The goal of this competing renewal application is to continue to train, with the highest rigor, candidates who will succeed in academic child neurology. At UCSF, we have created a program that combines clinical focus with rigorous postgraduate scientific training. Over the past two decades, the NSADA has provided the foundation for our division of child neurology to grow academically and has allowed us to merge clinical training with scientific discovery. Recent changes at UCSF will further enhance our program. The creation of the UCSF Pediatric Brain Center in 2011 has broken down traditional silos to foster collaboration between clinicians and scientists across disciplines. The 237,000 square foot Sandler Neurosciences Center opened on the UCSF Mission Bay Campus in 2012, bringing investigators in neurology, neurosurgery, and psychiatry together under a single roof. The new UCSF Benioff Children's Hospital will open on the same campus in February, 2015, steps away from the Sandler building, and is already sparking new collaborations on childhood diseases among Sandler investigators. The overall theme of our application is, Translating discoveries in neurological diseases of infancy and childhood. We will offer rigorous training in research methodology to young investigators with focused clinical expertise who are poised to identify the most pressing research questions in their respective fields within child neurology.
Our specific aims are to continue to offer a structured program for training academic child neurologists for a career in translational research; to foster career development, pairing clinical and research interests; to expose candidates to the intellectual environment of UCSF; and to promote diversity in academic child neurology. The planned duration of the program is 5 years; we project training 3 scholars who will be junior faculty having recently completed their clinical subspecialty training. Our first candidate, Kevin Shapiro, MD, PhD, is a child neurologist and cognitive psychologist who is currently completing a vascular neurology fellowship. He will study language development and cortical plasticity after early brain injury using a combination of cognitive testing and multimodal neuroimaging in children with focal ischemic brain lesions. He will benefit from two internationally-recognized mentors: Dr. Maria Luisa Gorno-Tempini, expert in language disorders, and Dr. Heather Fullerton, expert in childhood stroke. He will use Sandler facilities, including the Neuroscience Imaging Center, a state-of-the-art research imaging center on the ground floor of the Sandler Neurosciences Center; his mentors both have their laboratories in the same building. Additional potential candidates will submit protocols for review by the internal and external advisors; we will perform outreach to enhance the diversity of our candidates. With well-established, nationally recognized and supported training programs at UCSF to support the didactic phase of this program, coupled with a team of accomplished mentors committed to the career development of child neurologists, we will succeed in bringing forth the next generation of leaders in academic child neurology.
The UCSF Neurological Sciences Academic Development Award will help train the next generation of academic child neurologists, providing them the research skills they need to identify better ways of caring for children with disorders of the nervous system. It also seeks to add diversity to the field of child neurology so that its leaders are more representative of the children they hope to serve.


Requirement
Give the entries again exactly; drop the pictures.
*** Entries shown ***
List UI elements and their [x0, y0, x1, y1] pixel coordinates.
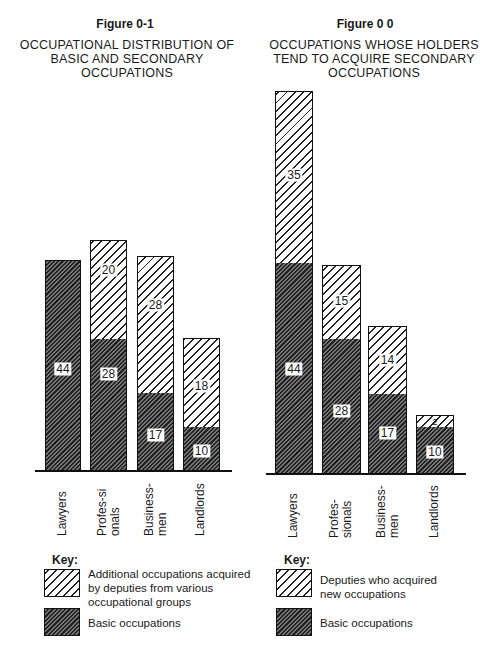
- fig1-key-title: Key:: [52, 553, 78, 567]
- fig1-value-professionals-basic: 28: [100, 368, 117, 381]
- fig2-value-businessmen-basic: 17: [379, 427, 396, 440]
- fig2-key-title: Key:: [284, 553, 310, 567]
- figure1-label: Figure 0-1: [45, 17, 205, 31]
- fig2-value-landlords-additional: 2: [430, 418, 439, 427]
- fig1-key-additional-swatch: [44, 569, 80, 597]
- fig1-xlabel-professionals: Profes-sionals: [96, 486, 124, 536]
- fig1-key-additional-label: Additional occupations acquired by deput…: [88, 567, 258, 609]
- fig2-key-basic-swatch: [276, 608, 312, 636]
- fig2-bar-professionals: 15 28: [322, 265, 361, 474]
- fig1-value-landlords-basic: 10: [193, 445, 210, 458]
- fig1-xlabel-professionals-text: Profes-sionals: [95, 489, 122, 536]
- fig2-bar-businessmen: 14 17: [368, 326, 407, 474]
- fig1-value-lawyers-basic: 44: [54, 363, 71, 376]
- fig1-key-basic-swatch: [44, 608, 80, 636]
- figure2-title: OCCUPATIONS WHOSE HOLDERS TEND TO ACQUIR…: [254, 38, 494, 80]
- fig2-xlabel-professionals: Profes-sionals: [328, 488, 356, 538]
- fig2-value-professionals-basic: 28: [333, 405, 350, 418]
- fig1-value-businessmen-basic: 17: [147, 429, 164, 442]
- fig1-xlabel-landlords: Landlords: [194, 480, 207, 536]
- fig2-key-additional-label: Deputies who acquired new occupations: [320, 573, 450, 601]
- fig2-value-lawyers-basic: 44: [285, 363, 302, 376]
- fig2-x-axis: [266, 473, 466, 475]
- fig1-bar-businessmen: 28 17: [137, 256, 174, 471]
- fig1-additional-segment: [138, 257, 173, 394]
- fig2-value-professionals-additional: 15: [333, 295, 350, 308]
- fig1-xlabel-businessmen: Business-men: [143, 486, 171, 536]
- fig1-x-axis: [35, 470, 232, 472]
- fig1-value-landlords-additional: 18: [193, 380, 210, 393]
- fig2-key-additional-swatch: [276, 569, 312, 597]
- fig1-value-businessmen-additional: 28: [147, 299, 164, 312]
- fig1-bar-landlords: 18 10: [183, 338, 220, 471]
- fig2-key-basic-label: Basic occupations: [320, 616, 490, 630]
- fig2-xlabel-businessmen-text: Business-men: [374, 485, 401, 538]
- fig2-xlabel-businessmen: Business-men: [375, 488, 403, 538]
- fig1-basic-segment: [91, 339, 126, 470]
- figure2-label: Figure 0 0: [285, 17, 445, 31]
- fig2-xlabel-professionals-text: Profes-sionals: [327, 499, 354, 538]
- fig2-xlabel-landlords: Landlords: [428, 480, 441, 538]
- fig2-value-landlords-basic: 10: [426, 446, 443, 459]
- fig1-xlabel-lawyers: Lawyers: [56, 486, 69, 536]
- fig2-bar-landlords: 2 10: [416, 415, 454, 474]
- fig1-key-basic-label: Basic occupations: [88, 616, 258, 630]
- figure1-title: OCCUPATIONAL DISTRIBUTION OF BASIC AND S…: [7, 38, 247, 80]
- fig2-value-businessmen-additional: 14: [379, 354, 396, 367]
- fig1-bar-lawyers: 44: [45, 260, 81, 471]
- fig1-additional-segment: [91, 241, 126, 340]
- fig1-bar-professionals: 20 28: [90, 240, 127, 471]
- fig2-xlabel-lawyers: Lawyers: [287, 488, 300, 538]
- fig2-bar-lawyers: 35 44: [275, 91, 313, 474]
- fig1-xlabel-businessmen-text: Business-men: [142, 483, 169, 536]
- fig1-value-professionals-additional: 20: [100, 264, 117, 277]
- fig2-value-lawyers-additional: 35: [285, 169, 302, 182]
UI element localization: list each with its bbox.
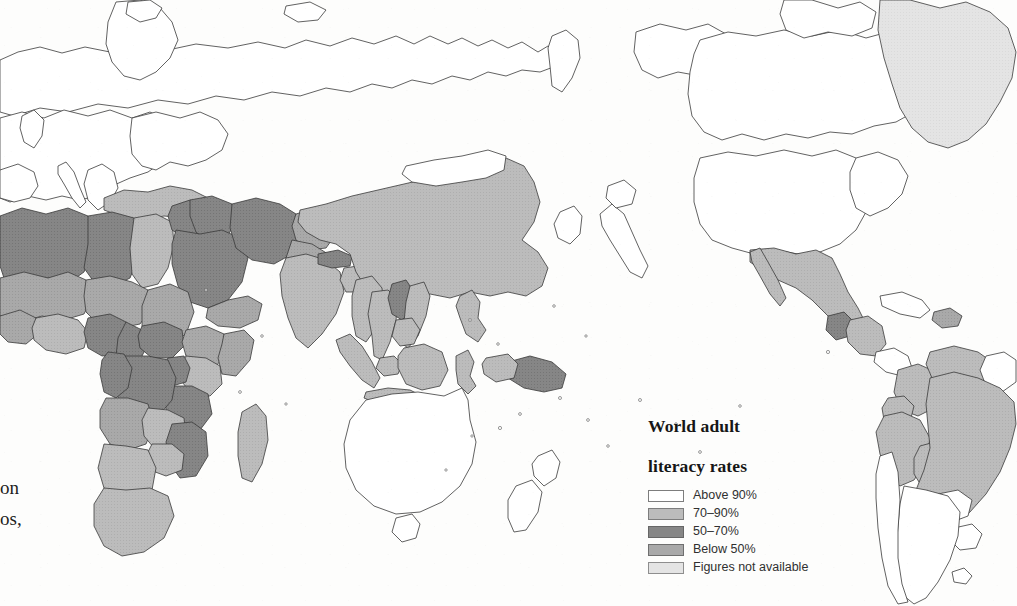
body-text-fragment: on os, xyxy=(0,472,22,534)
legend-swatch-below-50 xyxy=(648,544,684,556)
world-literacy-map xyxy=(0,0,1017,606)
legend-title: World adult literacy rates xyxy=(648,396,848,476)
legend-title-line2: literacy rates xyxy=(648,456,747,476)
legend-entry-not-available[interactable]: Figures not available xyxy=(648,559,848,576)
region-arctic-canada-islands xyxy=(780,0,876,38)
map-legend: World adult literacy rates Above 90% 70–… xyxy=(648,396,848,577)
legend-swatch-above-90 xyxy=(648,490,684,502)
region-north-africa-maghreb xyxy=(0,208,96,284)
region-car xyxy=(138,322,184,358)
legend-label-70-90: 70–90% xyxy=(693,507,739,520)
legend-label-not-available: Figures not available xyxy=(693,561,808,574)
legend-entry-above-90[interactable]: Above 90% xyxy=(648,487,848,504)
legend-label-50-70: 50–70% xyxy=(693,525,739,538)
region-borneo xyxy=(398,344,448,390)
legend-entry-70-90[interactable]: 70–90% xyxy=(648,505,848,522)
body-text-fragment-line-1: on xyxy=(0,472,22,503)
legend-swatch-50-70 xyxy=(648,526,684,538)
legend-swatch-70-90 xyxy=(648,508,684,520)
legend-title-line1: World adult xyxy=(648,416,740,436)
legend-entry-below-50[interactable]: Below 50% xyxy=(648,541,848,558)
region-usa xyxy=(694,150,872,254)
legend-entry-50-70[interactable]: 50–70% xyxy=(648,523,848,540)
atlas-map-page: World adult literacy rates Above 90% 70–… xyxy=(0,0,1017,606)
legend-swatch-not-available xyxy=(648,562,684,574)
legend-label-below-50: Below 50% xyxy=(693,543,756,556)
legend-label-above-90: Above 90% xyxy=(693,489,757,502)
body-text-fragment-line-2: os, xyxy=(0,503,22,534)
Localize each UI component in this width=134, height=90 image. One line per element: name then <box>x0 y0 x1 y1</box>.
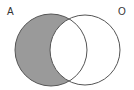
venn-diagram: A O <box>0 0 134 90</box>
circle-o <box>50 15 120 85</box>
set-label-a: A <box>7 6 14 17</box>
set-label-o: O <box>118 6 126 17</box>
***
Solution
List UI elements and their [x0, y0, x1, y1] pixel coordinates.
- fig1-key-title: Key:: [52, 553, 78, 567]
- fig1-value-professionals-basic: 28: [100, 368, 117, 381]
- fig2-value-businessmen-basic: 17: [379, 427, 396, 440]
- fig2-key-title: Key:: [284, 553, 310, 567]
- figure1-label: Figure 0-1: [45, 17, 205, 31]
- fig2-value-landlords-additional: 2: [430, 418, 439, 427]
- fig1-key-additional-swatch: [44, 569, 80, 597]
- fig1-xlabel-professionals: Profes-sionals: [96, 486, 124, 536]
- fig1-key-additional-label: Additional occupations acquired by deput…: [88, 567, 258, 609]
- fig2-key-basic-swatch: [276, 608, 312, 636]
- fig2-bar-professionals: 15 28: [322, 265, 361, 474]
- fig1-value-landlords-basic: 10: [193, 445, 210, 458]
- fig1-xlabel-professionals-text: Profes-sionals: [95, 489, 122, 536]
- fig2-bar-businessmen: 14 17: [368, 326, 407, 474]
- fig1-value-lawyers-basic: 44: [54, 363, 71, 376]
- fig1-key-basic-swatch: [44, 608, 80, 636]
- figure2-title: OCCUPATIONS WHOSE HOLDERS TEND TO ACQUIR…: [254, 38, 494, 80]
- fig2-xlabel-professionals: Profes-sionals: [328, 488, 356, 538]
- fig2-value-professionals-basic: 28: [333, 405, 350, 418]
- fig1-value-businessmen-basic: 17: [147, 429, 164, 442]
- fig1-xlabel-landlords: Landlords: [194, 480, 207, 536]
- fig2-key-additional-label: Deputies who acquired new occupations: [320, 573, 450, 601]
- fig2-value-lawyers-basic: 44: [285, 363, 302, 376]
- fig2-x-axis: [266, 473, 466, 475]
- fig1-bar-businessmen: 28 17: [137, 256, 174, 471]
- fig1-additional-segment: [138, 257, 173, 394]
- fig2-value-professionals-additional: 15: [333, 295, 350, 308]
- fig1-xlabel-businessmen: Business-men: [143, 486, 171, 536]
- fig1-x-axis: [35, 470, 232, 472]
- fig1-value-landlords-additional: 18: [193, 380, 210, 393]
- fig2-key-additional-swatch: [276, 569, 312, 597]
- fig1-value-businessmen-additional: 28: [147, 299, 164, 312]
- fig1-bar-landlords: 18 10: [183, 338, 220, 471]
- fig2-key-basic-label: Basic occupations: [320, 616, 490, 630]
- fig2-xlabel-businessmen-text: Business-men: [374, 485, 401, 538]
- fig2-xlabel-businessmen: Business-men: [375, 488, 403, 538]
- fig1-basic-segment: [91, 339, 126, 470]
- figure2-label: Figure 0 0: [285, 17, 445, 31]
- fig2-xlabel-professionals-text: Profes-sionals: [327, 499, 354, 538]
- fig2-xlabel-landlords: Landlords: [428, 480, 441, 538]
- fig2-value-landlords-basic: 10: [426, 446, 443, 459]
- fig1-xlabel-lawyers: Lawyers: [56, 486, 69, 536]
- fig2-bar-landlords: 2 10: [416, 415, 454, 474]
- fig1-key-basic-label: Basic occupations: [88, 616, 258, 630]
- figure1-title: OCCUPATIONAL DISTRIBUTION OF BASIC AND S…: [7, 38, 247, 80]
- fig2-value-businessmen-additional: 14: [379, 354, 396, 367]
- fig1-bar-lawyers: 44: [45, 260, 81, 471]
- fig1-additional-segment: [91, 241, 126, 340]
- fig1-bar-professionals: 20 28: [90, 240, 127, 471]
- fig2-xlabel-lawyers: Lawyers: [287, 488, 300, 538]
- fig2-bar-lawyers: 35 44: [275, 91, 313, 474]
- fig1-xlabel-businessmen-text: Business-men: [142, 483, 169, 536]
- fig1-value-professionals-additional: 20: [100, 264, 117, 277]
- fig2-value-lawyers-additional: 35: [285, 169, 302, 182]
UI element localization: list each with its bbox.
body-text-fragment: on os, xyxy=(0,472,22,534)
legend-swatch-below-50 xyxy=(648,544,684,556)
world-literacy-map xyxy=(0,0,1017,606)
legend-title: World adult literacy rates xyxy=(648,396,848,476)
legend-title-line2: literacy rates xyxy=(648,456,747,476)
legend-entry-not-available[interactable]: Figures not available xyxy=(648,559,848,576)
region-arctic-canada-islands xyxy=(780,0,876,38)
map-legend: World adult literacy rates Above 90% 70–… xyxy=(648,396,848,577)
legend-swatch-above-90 xyxy=(648,490,684,502)
region-north-africa-maghreb xyxy=(0,208,96,284)
region-car xyxy=(138,322,184,358)
legend-label-70-90: 70–90% xyxy=(693,507,739,520)
legend-label-not-available: Figures not available xyxy=(693,561,808,574)
legend-entry-above-90[interactable]: Above 90% xyxy=(648,487,848,504)
legend-label-50-70: 50–70% xyxy=(693,525,739,538)
region-borneo xyxy=(398,344,448,390)
legend-entry-70-90[interactable]: 70–90% xyxy=(648,505,848,522)
body-text-fragment-line-1: on xyxy=(0,472,22,503)
legend-swatch-50-70 xyxy=(648,526,684,538)
legend-swatch-70-90 xyxy=(648,508,684,520)
legend-title-line1: World adult xyxy=(648,416,740,436)
legend-entry-below-50[interactable]: Below 50% xyxy=(648,541,848,558)
region-usa xyxy=(694,150,872,254)
legend-entry-50-70[interactable]: 50–70% xyxy=(648,523,848,540)
atlas-map-page: World adult literacy rates Above 90% 70–… xyxy=(0,0,1017,606)
legend-swatch-not-available xyxy=(648,562,684,574)
legend-label-below-50: Below 50% xyxy=(693,543,756,556)
legend-label-above-90: Above 90% xyxy=(693,489,757,502)
body-text-fragment-line-2: os, xyxy=(0,503,22,534)
Localize each UI component in this width=134, height=90 image. One line per element: name then <box>x0 y0 x1 y1</box>.
venn-diagram: A O <box>0 0 134 90</box>
circle-o <box>50 15 120 85</box>
set-label-a: A <box>7 6 14 17</box>
set-label-o: O <box>118 6 126 17</box>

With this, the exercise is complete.